KU teams hone ultimate Frisbee skills

With their fall season over, the Kansas University men’s ultimate Frisbee club is going through its winter conditioning of drill and practice scrimmage. Brett Hidaka, left, tries to chase down Jack McFarland as he makes the catch.

Ryan Bigley, left, and Axl Brammer both go up for the frisbee.

Kevin Anderson/Journal-World Photo With their fall season over, the KU Ultimate Frisbee club is going through their winter conditioning of drill and practice scrimmage. Ryan Bigley, left, and Axl Brammer both go up for the frisbee.

More and more Kansas University students are taking part in ultimate Frisbee, a sport growing in popularity nationwide.

The KU men’s club team, the HorrorZontals, went to the national competition last year — placing the club among the top 20 teams out of more than 450 teams participating.

Ultimate — a combination of soccer and football — pits two teams against each other on one field, each trying to throw a disc down the field toward an end zone to score points.

KU’s men’s team has more than 50 participants, and a separate women’s team — the Bettys — has 35 members.

Ultimate players say that despite perceptions that the sport is for “a bunch of hippies” lazily throwing a disc around, the sport requires athleticism.

“It’s a whole range of people” who participate, said Ben Tannenwald, a junior from Overland Park and the HorrorZontals’ vice president. “Ideally, the person who plays would be tall and lanky.”

The KU squads travel around the country each year to a variety of tournaments — about a dozen for the men’s team.

The ultimate team focuses on defense, Tannenwald said, and is nationally ranked by the Ultimate Players Association, the sport’s governing body that sanctions the national tournaments.

The team at KU is old, at least in terms of the relatively young sport, going back to 1979, said Gary Gareis, president of the KU Ultimate club. While Gareis said elevation to an NCAA-sanctioned sport is possible someday, the sport has a long way to go.

Some additions will probably have to be made, such as referees, he said. Now, teams call their own fouls, which can lead to some disputes and compromises to resolve the issues that arise.

The sport has its own culture among its fans, who can be found across the globe, said Emily Marotta, president of the Bettys.

“Just about anywhere you go, you can find the ultimate community,” she said, saying people on the squad have traveled as far away as Morocco and still found places to play.

Both the men’s and women’s teams are involved in recruiting at high schools. They conduct practices in the middle of campus in the first few months of the year in the hopes of attracting new members.

“The best decision I ever made in coming to KU was getting involved with ultimate,” Marotta said. “All my friends are Bettys and ‘Zontals.”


Track down every line below that holds "Mean" and copy it.

→ INPUT MATERIAL
╭──

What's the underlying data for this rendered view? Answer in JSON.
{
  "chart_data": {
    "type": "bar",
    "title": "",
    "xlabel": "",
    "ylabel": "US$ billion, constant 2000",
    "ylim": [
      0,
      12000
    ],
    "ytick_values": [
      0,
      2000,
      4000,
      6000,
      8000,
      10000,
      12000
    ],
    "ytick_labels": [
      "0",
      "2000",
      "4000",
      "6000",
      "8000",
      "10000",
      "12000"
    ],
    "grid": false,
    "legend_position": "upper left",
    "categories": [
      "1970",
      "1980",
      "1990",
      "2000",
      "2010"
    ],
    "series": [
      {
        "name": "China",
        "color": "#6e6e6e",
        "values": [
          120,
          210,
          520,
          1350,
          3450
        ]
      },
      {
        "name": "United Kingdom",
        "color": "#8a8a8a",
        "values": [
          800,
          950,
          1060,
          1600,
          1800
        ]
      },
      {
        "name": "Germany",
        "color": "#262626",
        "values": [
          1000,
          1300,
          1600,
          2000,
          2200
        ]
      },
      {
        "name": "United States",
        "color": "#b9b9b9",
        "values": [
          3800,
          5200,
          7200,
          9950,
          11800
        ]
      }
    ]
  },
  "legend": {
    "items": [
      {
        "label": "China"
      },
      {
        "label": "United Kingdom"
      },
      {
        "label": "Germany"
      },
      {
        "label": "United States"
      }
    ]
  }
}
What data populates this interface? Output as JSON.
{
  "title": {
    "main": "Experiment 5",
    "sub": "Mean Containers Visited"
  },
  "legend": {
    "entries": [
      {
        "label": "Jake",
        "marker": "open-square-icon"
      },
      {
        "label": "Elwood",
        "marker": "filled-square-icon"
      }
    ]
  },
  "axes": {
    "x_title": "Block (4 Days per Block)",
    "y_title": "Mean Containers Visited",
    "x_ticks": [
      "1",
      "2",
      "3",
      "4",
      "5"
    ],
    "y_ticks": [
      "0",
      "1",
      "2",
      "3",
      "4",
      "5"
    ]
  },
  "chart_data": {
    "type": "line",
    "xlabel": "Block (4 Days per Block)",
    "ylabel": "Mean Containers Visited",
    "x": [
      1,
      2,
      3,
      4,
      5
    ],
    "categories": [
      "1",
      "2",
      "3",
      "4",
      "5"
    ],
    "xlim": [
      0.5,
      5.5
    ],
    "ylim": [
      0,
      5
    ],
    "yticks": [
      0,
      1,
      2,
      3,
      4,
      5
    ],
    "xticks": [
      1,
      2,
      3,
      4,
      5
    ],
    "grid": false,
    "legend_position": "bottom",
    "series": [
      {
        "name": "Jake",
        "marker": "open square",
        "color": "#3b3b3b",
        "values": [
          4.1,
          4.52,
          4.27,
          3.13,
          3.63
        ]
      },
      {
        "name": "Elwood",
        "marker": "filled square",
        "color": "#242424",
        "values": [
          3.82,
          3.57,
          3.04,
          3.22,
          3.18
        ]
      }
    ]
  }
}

╰──

→ COMPLETED EXERCISE
    "sub": "Mean Containers Visited"
    "y_title": "Mean Containers Visited",
    "ylabel": "Mean Containers Visited",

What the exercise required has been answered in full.